Evelyn is an extraordinary product of a childhood tyrannized by her emotionally frigid and abusive mother, whose life centres on her pretentiously formal weekly bridge games and her banner-bearing role in the local Imperial Order Daughters of the Empire, even though her ancestors fought on the side of the American Revolution against England.
Enraptured by a deep affinity for the arts, the young Evelyn is determined to escape her oppressive and dysfunctional family in the Town of Mount Royal near Montreal through her work in the fashion industry. Feeling trapped in the stifling confines of her petit bourgeois 1940s existence, she runs away to New York just before Pearl Harbor, destined to become a rich and famous fashion illustrator in the United States and France. There, in Central Park, she falls helplessly in love with René, a talented and tormented painter who is both constantly seeking and rejecting recognition and success.
Having been raised on the traditional virtues of prudishness and saintly images of a poor family from the French-Canadian working-class district of St-Henri in Montreal, René could not possibly be more foreign to the society darling that Evelyn has become.
A novel about art and passion, The Painter’s Wife takes us on a journey through Paris, London, Provence and Ireland; through New York, Toronto, San Francisco and along the luminous shores of the St.
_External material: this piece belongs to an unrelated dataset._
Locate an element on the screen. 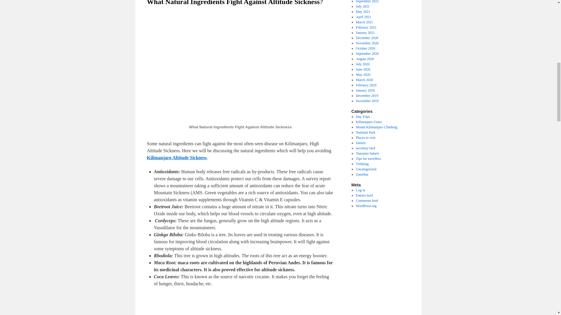 The height and width of the screenshot is (315, 561). July 2021 is located at coordinates (362, 6).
Lawrence River. Inspired by the lives of two great artists who are as yet relatively unknown in Canada—Evelyn Rowat and René Marcil—The Painter’s Wife is written in a language as brilliant and intense as the mercurial lives of its completely contradictory characters.
About the author
Born in Moose Jaw, Saskatchewan, Sheila Fischman was raised in Ontario and is a graduate of the University of Toronto. She is a founding member of the Literary Translators’ Association of Canada and has also been a columnist for the Globe and Mail and Montreal Gazette, a broadcaster with CBCRadio, and literary editor of the Montreal Star. She now devotes herself full time to literary translation, specializing in contemporary Québec fiction, and has translated more than 125 Québec novels by, among others, Michel Tremblay, Jacques Poulin, Anne Hébert, François Gravel, Marie-Claire Blais, and Roch Carrier. Sheila Fischman has received numerous honours, including the 1998 Governor General’s Award (for her translation of Michel Tremblay’s Bambi and Me for Talonbooks); she has been a finalist fourteen times for this award. She has received two Canada Council Translation Prizes and two Félix-Antoine Savard Awards from Columbia University. In 2000, she was invested into the Order of Canada and, in 2008, into the Ordre national du Québec, and, in 2008, she received the Canada Council for the Arts Molson Prize for her outstanding contributions to Canadian literature. She holds honorary doctorates from the Universities of Ottawa and Waterloo. Fischman currently resides in Montréal.